WARNING: ABSOLUTELY NO BROWN M&M’s

Chris Clearfield

Van Halen’s secret to avoiding disaster

I first heard the story on This American Life, but it seemed apocryphal.

When the band Van Halen was touring, the story goes, they required a bowl of M&M’s as snacks — with the brown ones removed.

For years, if the band’s requirement wasn’t discounted as a rumor, it was viewed as an absurd rock star excess. The band’s capriciousness demanded the removal of brown M&M’s from the bowl of candy, along with snacks like herring cream cheese and essentials (Tupelo honey and KY Jelly, for example).

Well, it turns out that it’s true! And there’s a really good reason for it.

Here’s David Lee Roth, the band’s lead vocalist, from his autobiography (as quoted on Snopes.com):

We’d pull up with nine eighteen-wheeler trucks, full of gear, where the standard was three trucks, max. And there were many, many technical errors — whether it was the girders couldn’t support the weight, or the flooring would sink in, or the doors weren’t big enough to move the gear through.

… there was so much equipment, and so many human beings to make [a show] function. So just as a little test, in the technical aspect of the rider, it would say “Article 148: There will be fifteen amperage voltage sockets at twenty-foot spaces, evenly, providing nineteen amperes …” This kind of thing. And article number 126, in the middle of nowhere, was: “There will be no brown M&M’s in the backstage area, upon pain of forfeiture of the show, with full compensation.”

So, when I would walk backstage, if I saw a brown M&M in that bowl … well, line-check the entire production. Guaranteed you’re going to arrive at a technical error. They didn’t read the contract. Guaranteed you’d run into a problem. Sometimes it would threaten to just destroy the whole show. Something like, literally, life-threatening.

It’s brilliant.

One of the things that we write about in Meltdown (read a free sample here) is the idea that it’s hard to observe what’s actually going on in many complex systems. Whether that’s because of the hidden features of abstract things (like correlations between complex financial products) or the difficulty of observing physical systems (you can’t send someone into the core of a nuclear power plant or to the bottom of the ocean to see a wellhead).

But transparency is often the antidote to complexity: even when we can’t simplify our systems, we can make things more visible. For example, banks that used a unified system to quantify their exposures (compared with those that emailed spreadsheets around) had a better understanding of their risk in the lead-up to the 2008 financial crisis.

That’s akin to what Van Halen did with the brown M&M’s: find something that could help them understand the hidden risks they were facing.

It’s what I do with my consulting clients: we seek clear indicators for how our work is going and how we’re changing a team’s behaviors. I do it with my coaching clients: we create indicators that reveal the hidden beliefs that motivate actions, particularly the beliefs that work against someone’s stated goal.

What about you? How do you try and inject transparency into your systems?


*REQUIREMENT:* Each line of the records that follow must come back exactly, with pictures skipped.

*INPUT:*
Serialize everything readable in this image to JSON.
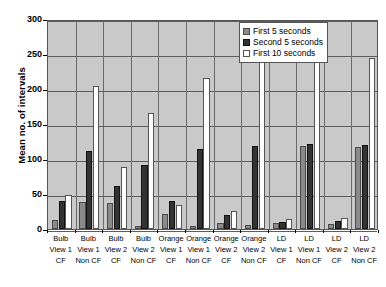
{
  "chart_data": {
    "type": "bar",
    "title": "",
    "xlabel": "",
    "ylabel": "Mean no. of intervals",
    "ylim": [
      0,
      300
    ],
    "yticks": [
      0,
      50,
      100,
      150,
      200,
      250,
      300
    ],
    "grid": true,
    "legend_position": "top-right",
    "categories": [
      "Bulb View 1 CF",
      "Bulb View 1 Non CF",
      "Bulb View 2 CF",
      "Bulb View 2 Non CF",
      "Orange View 1 CF",
      "Orange View 1 Non CF",
      "Orange View 2 CF",
      "Orange View 2 Non CF",
      "LD View 1 CF",
      "LD View 1 Non CF",
      "LD View 2 CF",
      "LD View 2 Non CF"
    ],
    "category_lines": [
      [
        "Bulb",
        "View 1",
        "CF"
      ],
      [
        "Bulb",
        "View 1",
        "Non CF"
      ],
      [
        "Bulb",
        "View 2",
        "CF"
      ],
      [
        "Bulb",
        "View 2",
        "Non CF"
      ],
      [
        "Orange",
        "View 1",
        "CF"
      ],
      [
        "Orange",
        "View 1",
        "Non CF"
      ],
      [
        "Orange",
        "View 2",
        "CF"
      ],
      [
        "Orange",
        "View 2",
        "Non CF"
      ],
      [
        "LD",
        "View 1",
        "CF"
      ],
      [
        "LD",
        "View 1",
        "Non CF"
      ],
      [
        "LD",
        "View 2",
        "CF"
      ],
      [
        "LD",
        "View 2",
        "Non CF"
      ]
    ],
    "series": [
      {
        "name": "First 5 seconds",
        "color": "#8a8a8a",
        "values": [
          13,
          38,
          37,
          4,
          22,
          5,
          8,
          6,
          8,
          118,
          7,
          117
        ]
      },
      {
        "name": "Second 5 seconds",
        "color": "#333333",
        "values": [
          40,
          112,
          62,
          92,
          40,
          115,
          20,
          118,
          10,
          122,
          11,
          120
        ]
      },
      {
        "name": "First 10 seconds",
        "color": "#ffffff",
        "values": [
          48,
          205,
          88,
          166,
          34,
          216,
          26,
          238,
          14,
          245,
          16,
          244
        ]
      }
    ]
  },
  "legend": {
    "items": [
      {
        "label": "First 5 seconds",
        "swatch": "s0"
      },
      {
        "label": "Second 5 seconds",
        "swatch": "s1"
      },
      {
        "label": "First 10 seconds",
        "swatch": "s2"
      }
    ]
  },
  "axis": {
    "y_title": "Mean no. of intervals",
    "y_tick_labels": [
      "300",
      "250",
      "200",
      "150",
      "100",
      "50",
      "0"
    ]
  },
  "colors": {
    "plot_background": "#c9c9c9",
    "page_background": "#ffffff",
    "gridline": "#5d5d5d",
    "axis": "#000000",
    "series_first5": "#8a8a8a",
    "series_second5": "#333333",
    "series_first10": "#ffffff"
  }
}
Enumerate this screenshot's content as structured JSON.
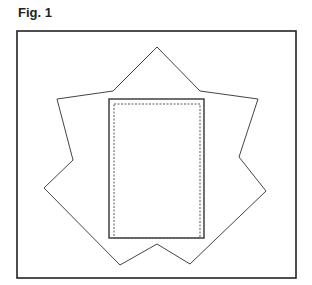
{
  "figure": {
    "label": "Fig. 1"
  },
  "colors": {
    "line": "#333333",
    "frame": "#222222",
    "dashed": "#555555",
    "background": "#ffffff"
  },
  "shapes": {
    "frame": {
      "x": 17,
      "y": 31,
      "width": 279,
      "height": 247
    },
    "star_outline_points": "157,47 200,91 258,99 239,157 266,191 190,264 157,244 120,265 44,188 73,160 57,99 113,91",
    "outer_rect": {
      "x": 109,
      "y": 99,
      "width": 95,
      "height": 139
    },
    "inner_dashed_rect": {
      "x": 114,
      "y": 104,
      "width": 86,
      "height": 134
    }
  }
}
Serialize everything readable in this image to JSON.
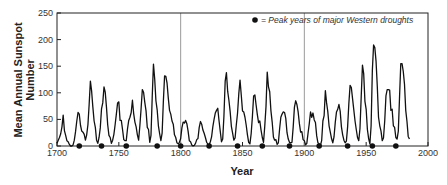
{
  "chart_data": {
    "type": "line",
    "title": "",
    "xlabel": "Year",
    "ylabel_lines": [
      "Mean Annual Sunspot",
      "Number"
    ],
    "xlim": [
      1700,
      2000
    ],
    "ylim": [
      0,
      250
    ],
    "x_ticks": [
      1700,
      1750,
      1800,
      1850,
      1900,
      1950,
      2000
    ],
    "y_ticks": [
      0,
      50,
      100,
      150,
      200,
      250
    ],
    "reference_lines_x": [
      1800,
      1900
    ],
    "legend": {
      "marker": "filled-circle",
      "label": "= Peak years of major Western droughts",
      "position": "top-right"
    },
    "drought_peak_years": [
      1718,
      1736,
      1756,
      1781,
      1800,
      1823,
      1846,
      1866,
      1888,
      1912,
      1935,
      1955,
      1974
    ],
    "series": [
      {
        "name": "Mean annual sunspot number",
        "x_start": 1700,
        "x_step": 1,
        "values": [
          5,
          11,
          16,
          23,
          36,
          58,
          29,
          20,
          10,
          8,
          3,
          0,
          0,
          2,
          11,
          27,
          47,
          63,
          60,
          39,
          28,
          26,
          22,
          11,
          21,
          40,
          78,
          122,
          103,
          73,
          47,
          35,
          11,
          5,
          16,
          34,
          70,
          81,
          111,
          101,
          73,
          40,
          20,
          16,
          5,
          11,
          22,
          40,
          60,
          81,
          83,
          48,
          48,
          31,
          12,
          10,
          10,
          32,
          48,
          54,
          63,
          86,
          61,
          45,
          36,
          21,
          11,
          38,
          70,
          106,
          101,
          82,
          66,
          35,
          31,
          7,
          20,
          92,
          154,
          126,
          85,
          68,
          38,
          23,
          10,
          24,
          83,
          132,
          131,
          118,
          90,
          67,
          60,
          47,
          41,
          21,
          16,
          6,
          4,
          7,
          14,
          34,
          45,
          43,
          48,
          42,
          28,
          10,
          8,
          2,
          0,
          1,
          5,
          12,
          14,
          35,
          46,
          41,
          30,
          24,
          16,
          7,
          4,
          2,
          8,
          17,
          36,
          50,
          62,
          67,
          71,
          48,
          28,
          8,
          13,
          57,
          122,
          138,
          103,
          86,
          65,
          37,
          24,
          11,
          15,
          40,
          62,
          98,
          124,
          96,
          66,
          64,
          54,
          39,
          21,
          7,
          4,
          23,
          55,
          94,
          96,
          77,
          59,
          44,
          47,
          30,
          16,
          7,
          37,
          74,
          139,
          111,
          102,
          66,
          45,
          17,
          11,
          12,
          3,
          6,
          32,
          54,
          60,
          64,
          63,
          52,
          25,
          13,
          7,
          6,
          7,
          36,
          73,
          85,
          78,
          64,
          42,
          26,
          27,
          12,
          10,
          2,
          5,
          24,
          42,
          64,
          54,
          62,
          49,
          44,
          19,
          6,
          4,
          1,
          10,
          47,
          57,
          104,
          81,
          64,
          38,
          26,
          14,
          6,
          17,
          44,
          64,
          69,
          78,
          65,
          36,
          21,
          11,
          6,
          9,
          36,
          80,
          114,
          110,
          89,
          68,
          47,
          31,
          16,
          10,
          33,
          93,
          152,
          136,
          84,
          69,
          31,
          14,
          4,
          38,
          142,
          190,
          185,
          159,
          112,
          54,
          38,
          28,
          10,
          15,
          47,
          94,
          106,
          106,
          105,
          67,
          69,
          38,
          35,
          16,
          13,
          28,
          93,
          155,
          155,
          140,
          116,
          67,
          46,
          18,
          13
        ]
      }
    ]
  },
  "labels": {
    "ylabel_line1": "Mean Annual Sunspot",
    "ylabel_line2": "Number",
    "xlabel": "Year",
    "legend_text": "= Peak years of major Western droughts"
  },
  "style": {
    "line_color": "#111111",
    "axis_color": "#222222",
    "reference_line_color": "#9a9a9a",
    "marker_color": "#111111"
  }
}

*RESPONSE:*
Serialize everything readable in this image to JSON.
{
  "chart_data": {
    "type": "bar",
    "title": "",
    "xlabel": "",
    "ylabel": "Mean no. of intervals",
    "ylim": [
      0,
      300
    ],
    "yticks": [
      0,
      50,
      100,
      150,
      200,
      250,
      300
    ],
    "grid": true,
    "legend_position": "top-right",
    "categories": [
      "Bulb View 1 CF",
      "Bulb View 1 Non CF",
      "Bulb View 2 CF",
      "Bulb View 2 Non CF",
      "Orange View 1 CF",
      "Orange View 1 Non CF",
      "Orange View 2 CF",
      "Orange View 2 Non CF",
      "LD View 1 CF",
      "LD View 1 Non CF",
      "LD View 2 CF",
      "LD View 2 Non CF"
    ],
    "category_lines": [
      [
        "Bulb",
        "View 1",
        "CF"
      ],
      [
        "Bulb",
        "View 1",
        "Non CF"
      ],
      [
        "Bulb",
        "View 2",
        "CF"
      ],
      [
        "Bulb",
        "View 2",
        "Non CF"
      ],
      [
        "Orange",
        "View 1",
        "CF"
      ],
      [
        "Orange",
        "View 1",
        "Non CF"
      ],
      [
        "Orange",
        "View 2",
        "CF"
      ],
      [
        "Orange",
        "View 2",
        "Non CF"
      ],
      [
        "LD",
        "View 1",
        "CF"
      ],
      [
        "LD",
        "View 1",
        "Non CF"
      ],
      [
        "LD",
        "View 2",
        "CF"
      ],
      [
        "LD",
        "View 2",
        "Non CF"
      ]
    ],
    "series": [
      {
        "name": "First 5 seconds",
        "color": "#8a8a8a",
        "values": [
          13,
          38,
          37,
          4,
          22,
          5,
          8,
          6,
          8,
          118,
          7,
          117
        ]
      },
      {
        "name": "Second 5 seconds",
        "color": "#333333",
        "values": [
          40,
          112,
          62,
          92,
          40,
          115,
          20,
          118,
          10,
          122,
          11,
          120
        ]
      },
      {
        "name": "First 10 seconds",
        "color": "#ffffff",
        "values": [
          48,
          205,
          88,
          166,
          34,
          216,
          26,
          238,
          14,
          245,
          16,
          244
        ]
      }
    ]
  },
  "legend": {
    "items": [
      {
        "label": "First 5 seconds",
        "swatch": "s0"
      },
      {
        "label": "Second 5 seconds",
        "swatch": "s1"
      },
      {
        "label": "First 10 seconds",
        "swatch": "s2"
      }
    ]
  },
  "axis": {
    "y_title": "Mean no. of intervals",
    "y_tick_labels": [
      "300",
      "250",
      "200",
      "150",
      "100",
      "50",
      "0"
    ]
  },
  "colors": {
    "plot_background": "#c9c9c9",
    "page_background": "#ffffff",
    "gridline": "#5d5d5d",
    "axis": "#000000",
    "series_first5": "#8a8a8a",
    "series_second5": "#333333",
    "series_first10": "#ffffff"
  }
}
Enumerate this screenshot's content as structured JSON.
{
  "figure": {
    "label": "Fig. 1"
  },
  "colors": {
    "line": "#333333",
    "frame": "#222222",
    "dashed": "#555555",
    "background": "#ffffff"
  },
  "shapes": {
    "frame": {
      "x": 17,
      "y": 31,
      "width": 279,
      "height": 247
    },
    "star_outline_points": "157,47 200,91 258,99 239,157 266,191 190,264 157,244 120,265 44,188 73,160 57,99 113,91",
    "outer_rect": {
      "x": 109,
      "y": 99,
      "width": 95,
      "height": 139
    },
    "inner_dashed_rect": {
      "x": 114,
      "y": 104,
      "width": 86,
      "height": 134
    }
  }
}
Serialize everything readable in this image to JSON.
{
  "chart_data": {
    "type": "line",
    "title": "",
    "xlabel": "Year",
    "ylabel_lines": [
      "Mean Annual Sunspot",
      "Number"
    ],
    "xlim": [
      1700,
      2000
    ],
    "ylim": [
      0,
      250
    ],
    "x_ticks": [
      1700,
      1750,
      1800,
      1850,
      1900,
      1950,
      2000
    ],
    "y_ticks": [
      0,
      50,
      100,
      150,
      200,
      250
    ],
    "reference_lines_x": [
      1800,
      1900
    ],
    "legend": {
      "marker": "filled-circle",
      "label": "= Peak years of major Western droughts",
      "position": "top-right"
    },
    "drought_peak_years": [
      1718,
      1736,
      1756,
      1781,
      1800,
      1823,
      1846,
      1866,
      1888,
      1912,
      1935,
      1955,
      1974
    ],
    "series": [
      {
        "name": "Mean annual sunspot number",
        "x_start": 1700,
        "x_step": 1,
        "values": [
          5,
          11,
          16,
          23,
          36,
          58,
          29,
          20,
          10,
          8,
          3,
          0,
          0,
          2,
          11,
          27,
          47,
          63,
          60,
          39,
          28,
          26,
          22,
          11,
          21,
          40,
          78,
          122,
          103,
          73,
          47,
          35,
          11,
          5,
          16,
          34,
          70,
          81,
          111,
          101,
          73,
          40,
          20,
          16,
          5,
          11,
          22,
          40,
          60,
          81,
          83,
          48,
          48,
          31,
          12,
          10,
          10,
          32,
          48,
          54,
          63,
          86,
          61,
          45,
          36,
          21,
          11,
          38,
          70,
          106,
          101,
          82,
          66,
          35,
          31,
          7,
          20,
          92,
          154,
          126,
          85,
          68,
          38,
          23,
          10,
          24,
          83,
          132,
          131,
          118,
          90,
          67,
          60,
          47,
          41,
          21,
          16,
          6,
          4,
          7,
          14,
          34,
          45,
          43,
          48,
          42,
          28,
          10,
          8,
          2,
          0,
          1,
          5,
          12,
          14,
          35,
          46,
          41,
          30,
          24,
          16,
          7,
          4,
          2,
          8,
          17,
          36,
          50,
          62,
          67,
          71,
          48,
          28,
          8,
          13,
          57,
          122,
          138,
          103,
          86,
          65,
          37,
          24,
          11,
          15,
          40,
          62,
          98,
          124,
          96,
          66,
          64,
          54,
          39,
          21,
          7,
          4,
          23,
          55,
          94,
          96,
          77,
          59,
          44,
          47,
          30,
          16,
          7,
          37,
          74,
          139,
          111,
          102,
          66,
          45,
          17,
          11,
          12,
          3,
          6,
          32,
          54,
          60,
          64,
          63,
          52,
          25,
          13,
          7,
          6,
          7,
          36,
          73,
          85,
          78,
          64,
          42,
          26,
          27,
          12,
          10,
          2,
          5,
          24,
          42,
          64,
          54,
          62,
          49,
          44,
          19,
          6,
          4,
          1,
          10,
          47,
          57,
          104,
          81,
          64,
          38,
          26,
          14,
          6,
          17,
          44,
          64,
          69,
          78,
          65,
          36,
          21,
          11,
          6,
          9,
          36,
          80,
          114,
          110,
          89,
          68,
          47,
          31,
          16,
          10,
          33,
          93,
          152,
          136,
          84,
          69,
          31,
          14,
          4,
          38,
          142,
          190,
          185,
          159,
          112,
          54,
          38,
          28,
          10,
          15,
          47,
          94,
          106,
          106,
          105,
          67,
          69,
          38,
          35,
          16,
          13,
          28,
          93,
          155,
          155,
          140,
          116,
          67,
          46,
          18,
          13
        ]
      }
    ]
  },
  "labels": {
    "ylabel_line1": "Mean Annual Sunspot",
    "ylabel_line2": "Number",
    "xlabel": "Year",
    "legend_text": "= Peak years of major Western droughts"
  },
  "style": {
    "line_color": "#111111",
    "axis_color": "#222222",
    "reference_line_color": "#9a9a9a",
    "marker_color": "#111111"
  }
}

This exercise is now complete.